The United States is concerned about China's activity. Moreover, China takes on globalist rhetoric and accuses the US of apostasy from the liberal ideals of the open market and free trade. The first foreign trip of Donald Trump is designed to restore the old system of relations with the allies and to reconcile plans for foreign policy objectives.

Russian participation in the Chinese project is connected both with the inertia of thinking in the style of "peripheral realism" and the desire to maximize the benefits of participation in a new hegemonic system, and with an objective weakness in the economic sense. Russia can play a serious role in global politics, but not at the expense of economic power, but primarily due to a combination of natural resources, military power (often on a Soviet basis) and strategic position in the Heartland of Eurasia. China misses a lot of these, which makes the alliance of the two countries the foundation of the new order in Eurasia.

Russia, which is pushed towards closer cooperation with China by the aggressive hysteria of the American establishment, is also interested in establishing relations with the US, seeking at least to use the "Trump factor" at least minimally, providing itself with more room for maneuver in relations with both the Chinese and the Americans.
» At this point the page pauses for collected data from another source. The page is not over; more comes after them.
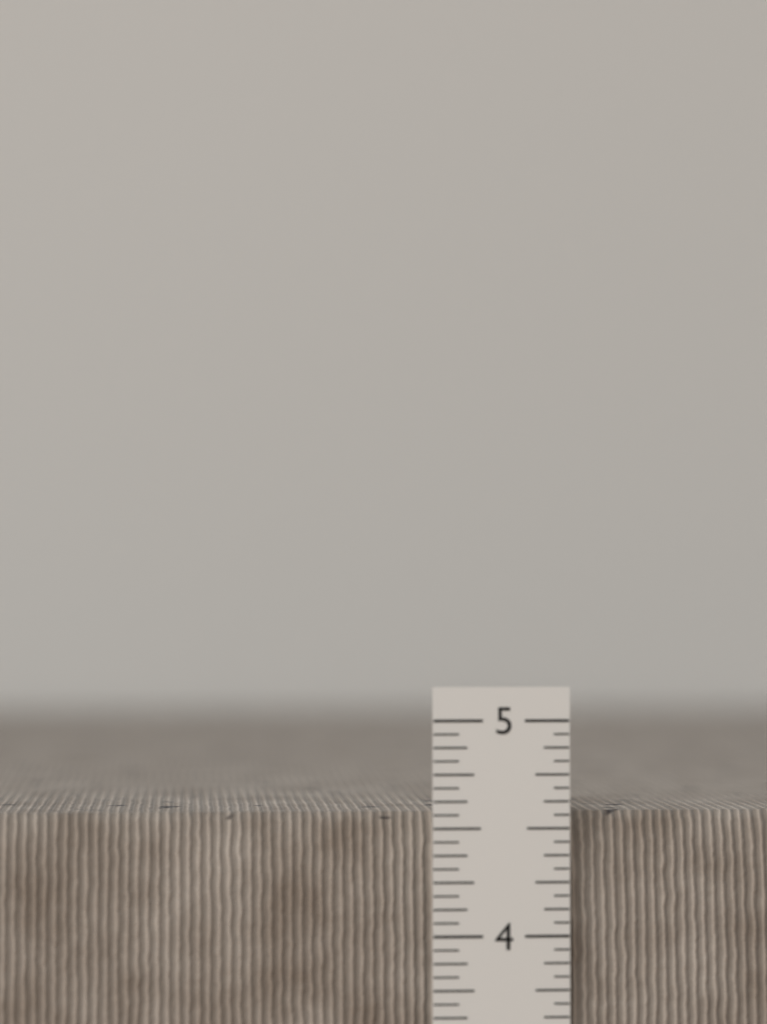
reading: 4.5625 in
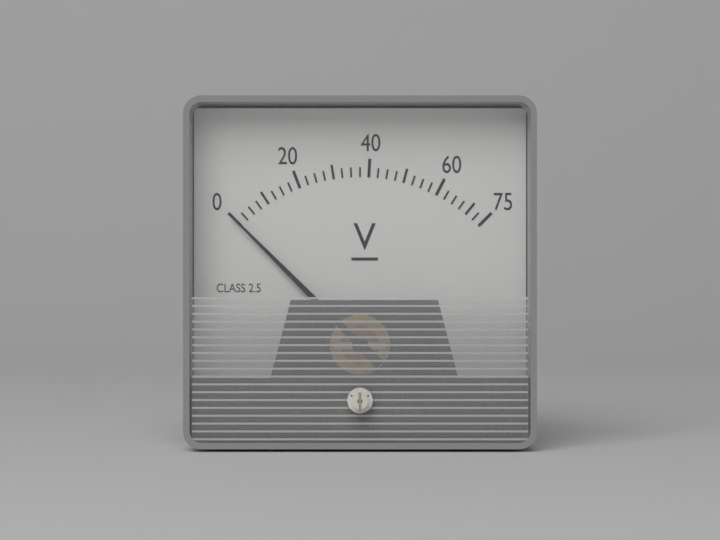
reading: 0.0 V
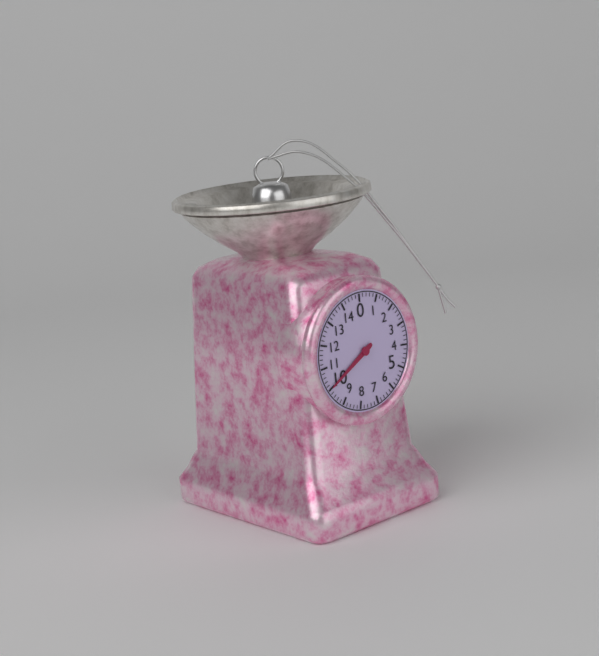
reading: 10.0 (no unit)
The fact that, despite this hysteria, the US president not only refuses to meet with representatives of Russia (Foreign Minister Sergei Lavrov), but also takes risks, giving Russia important intelligence data, indicates that at least the president of the United States would like to cooperate with Russia and, if possible, to distance Moscow from Beijing.

However, the geopolitical logic of the thinking of neocons and the hawks close to them in the Republican Party and in the American ruling class as a whole will push the US foreign policy in a different direction - anti-Russian, despite the contradictions with China.